I had never seen a cacao pod before late 2007 when my business partner and I were sourcing tropical fruits for clients in a remote canyon in Northern Peru. I opened my first cacao pod and 40% of the beans were white. I sent leaf samples to the USDA/Research Service for testing and was stunned by their findings:
''Cacao Pod with 40% white bean Pure Nacional are an unprecedented Discovery,” said Dr. Lyndel Meinhardt, lead researcher for the USDA/Research Service. “Either Mother Nature or some ancient tribute placed those trees in the Marañón Canyon centuries ago.''
We have been doing business in Peru since 2002. However, as a 4th generation entrepreneur, the ''unprecedented discovery'' of a pure cacao variety thought to be extinct for 100 years immediately caught my attention.
But it was the farmers and their families who have most changed my view of life and cacao. Being in the Canyon is like stepping back a century in time. Mud and straw brick homes, women cooking over open wood fires, little or no electrical power, no paved roads and families living at subsistence levels. I realize we could make a difference in their lives and build a successful business for them and for us.
Today, 9 years later, we purchase wet cacao beans from more than 400 small farmers at a 50% premium over the market prices. We ferment and dry them at our facility we built in the Canyon and provide cacao beans and chocolate to those who love chocolate in 20 countries.
In the hot, rainy jungle, farmers nurture the small cacao trees with love and dedication, treating them as a members of their family year after year. They do so with kindness and respect for this National Treasure of Peru that Mother Nature, or perhaps some ancient tribe, placed there centuries ago. And so will their children's children for centuries to come.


_WHAT YOU NEED TO DO_
Print the whole listing below again, exactly as given.

_SUPPLIED INFORMATION_
------------------------------------------------------------------------
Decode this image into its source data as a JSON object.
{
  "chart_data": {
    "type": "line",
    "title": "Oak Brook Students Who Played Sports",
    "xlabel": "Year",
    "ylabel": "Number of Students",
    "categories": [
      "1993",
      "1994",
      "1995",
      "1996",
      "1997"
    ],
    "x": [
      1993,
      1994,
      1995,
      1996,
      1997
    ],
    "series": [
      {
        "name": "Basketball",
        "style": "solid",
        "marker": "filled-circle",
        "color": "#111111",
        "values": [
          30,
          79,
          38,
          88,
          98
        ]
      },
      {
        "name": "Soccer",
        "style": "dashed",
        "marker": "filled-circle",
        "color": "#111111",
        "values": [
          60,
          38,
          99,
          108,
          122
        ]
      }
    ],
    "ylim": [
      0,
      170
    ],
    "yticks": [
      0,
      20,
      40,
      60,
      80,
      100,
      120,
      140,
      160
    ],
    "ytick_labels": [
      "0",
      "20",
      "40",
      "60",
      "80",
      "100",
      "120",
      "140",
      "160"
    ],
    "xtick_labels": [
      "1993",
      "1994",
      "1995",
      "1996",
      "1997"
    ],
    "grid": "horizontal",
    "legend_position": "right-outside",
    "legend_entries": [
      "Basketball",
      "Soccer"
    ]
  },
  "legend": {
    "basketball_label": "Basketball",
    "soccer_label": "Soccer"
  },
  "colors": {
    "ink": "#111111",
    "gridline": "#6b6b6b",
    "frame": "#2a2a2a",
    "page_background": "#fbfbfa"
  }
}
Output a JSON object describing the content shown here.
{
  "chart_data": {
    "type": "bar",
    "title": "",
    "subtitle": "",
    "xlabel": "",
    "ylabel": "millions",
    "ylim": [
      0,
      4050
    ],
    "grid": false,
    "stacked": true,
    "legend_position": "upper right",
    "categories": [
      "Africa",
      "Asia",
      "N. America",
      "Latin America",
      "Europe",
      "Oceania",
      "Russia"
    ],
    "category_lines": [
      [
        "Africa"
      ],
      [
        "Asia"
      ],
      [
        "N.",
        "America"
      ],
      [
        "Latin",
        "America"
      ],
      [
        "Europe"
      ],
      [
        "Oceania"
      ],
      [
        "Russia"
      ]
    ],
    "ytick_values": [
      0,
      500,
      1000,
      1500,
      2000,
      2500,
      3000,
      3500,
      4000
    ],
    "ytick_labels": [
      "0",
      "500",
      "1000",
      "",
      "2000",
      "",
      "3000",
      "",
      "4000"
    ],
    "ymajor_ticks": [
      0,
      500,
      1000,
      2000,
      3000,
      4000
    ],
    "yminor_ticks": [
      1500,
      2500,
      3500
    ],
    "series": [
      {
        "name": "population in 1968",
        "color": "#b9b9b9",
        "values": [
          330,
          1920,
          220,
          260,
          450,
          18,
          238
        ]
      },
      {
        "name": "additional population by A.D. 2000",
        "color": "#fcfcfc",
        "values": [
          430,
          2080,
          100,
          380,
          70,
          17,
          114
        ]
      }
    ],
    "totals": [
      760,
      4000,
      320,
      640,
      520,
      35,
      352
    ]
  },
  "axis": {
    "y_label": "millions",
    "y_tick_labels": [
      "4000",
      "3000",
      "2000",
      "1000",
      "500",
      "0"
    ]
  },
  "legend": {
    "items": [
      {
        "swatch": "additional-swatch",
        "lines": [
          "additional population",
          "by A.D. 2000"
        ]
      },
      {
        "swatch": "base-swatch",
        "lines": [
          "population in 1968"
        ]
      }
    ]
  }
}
------------------------------------------------------------------------
_EXERCISE ANSWER_
Decode this image into its source data as a JSON object.
{
  "chart_data": {
    "type": "line",
    "title": "Oak Brook Students Who Played Sports",
    "xlabel": "Year",
    "ylabel": "Number of Students",
    "categories": [
      "1993",
      "1994",
      "1995",
      "1996",
      "1997"
    ],
    "x": [
      1993,
      1994,
      1995,
      1996,
      1997
    ],
    "series": [
      {
        "name": "Basketball",
        "style": "solid",
        "marker": "filled-circle",
        "color": "#111111",
        "values": [
          30,
          79,
          38,
          88,
          98
        ]
      },
      {
        "name": "Soccer",
        "style": "dashed",
        "marker": "filled-circle",
        "color": "#111111",
        "values": [
          60,
          38,
          99,
          108,
          122
        ]
      }
    ],
    "ylim": [
      0,
      170
    ],
    "yticks": [
      0,
      20,
      40,
      60,
      80,
      100,
      120,
      140,
      160
    ],
    "ytick_labels": [
      "0",
      "20",
      "40",
      "60",
      "80",
      "100",
      "120",
      "140",
      "160"
    ],
    "xtick_labels": [
      "1993",
      "1994",
      "1995",
      "1996",
      "1997"
    ],
    "grid": "horizontal",
    "legend_position": "right-outside",
    "legend_entries": [
      "Basketball",
      "Soccer"
    ]
  },
  "legend": {
    "basketball_label": "Basketball",
    "soccer_label": "Soccer"
  },
  "colors": {
    "ink": "#111111",
    "gridline": "#6b6b6b",
    "frame": "#2a2a2a",
    "page_background": "#fbfbfa"
  }
}
Output a JSON object describing the content shown here.
{
  "chart_data": {
    "type": "bar",
    "title": "",
    "subtitle": "",
    "xlabel": "",
    "ylabel": "millions",
    "ylim": [
      0,
      4050
    ],
    "grid": false,
    "stacked": true,
    "legend_position": "upper right",
    "categories": [
      "Africa",
      "Asia",
      "N. America",
      "Latin America",
      "Europe",
      "Oceania",
      "Russia"
    ],
    "category_lines": [
      [
        "Africa"
      ],
      [
        "Asia"
      ],
      [
        "N.",
        "America"
      ],
      [
        "Latin",
        "America"
      ],
      [
        "Europe"
      ],
      [
        "Oceania"
      ],
      [
        "Russia"
      ]
    ],
    "ytick_values": [
      0,
      500,
      1000,
      1500,
      2000,
      2500,
      3000,
      3500,
      4000
    ],
    "ytick_labels": [
      "0",
      "500",
      "1000",
      "",
      "2000",
      "",
      "3000",
      "",
      "4000"
    ],
    "ymajor_ticks": [
      0,
      500,
      1000,
      2000,
      3000,
      4000
    ],
    "yminor_ticks": [
      1500,
      2500,
      3500
    ],
    "series": [
      {
        "name": "population in 1968",
        "color": "#b9b9b9",
        "values": [
          330,
          1920,
          220,
          260,
          450,
          18,
          238
        ]
      },
      {
        "name": "additional population by A.D. 2000",
        "color": "#fcfcfc",
        "values": [
          430,
          2080,
          100,
          380,
          70,
          17,
          114
        ]
      }
    ],
    "totals": [
      760,
      4000,
      320,
      640,
      520,
      35,
      352
    ]
  },
  "axis": {
    "y_label": "millions",
    "y_tick_labels": [
      "4000",
      "3000",
      "2000",
      "1000",
      "500",
      "0"
    ]
  },
  "legend": {
    "items": [
      {
        "swatch": "additional-swatch",
        "lines": [
          "additional population",
          "by A.D. 2000"
        ]
      },
      {
        "swatch": "base-swatch",
        "lines": [
          "population in 1968"
        ]
      }
    ]
  }
}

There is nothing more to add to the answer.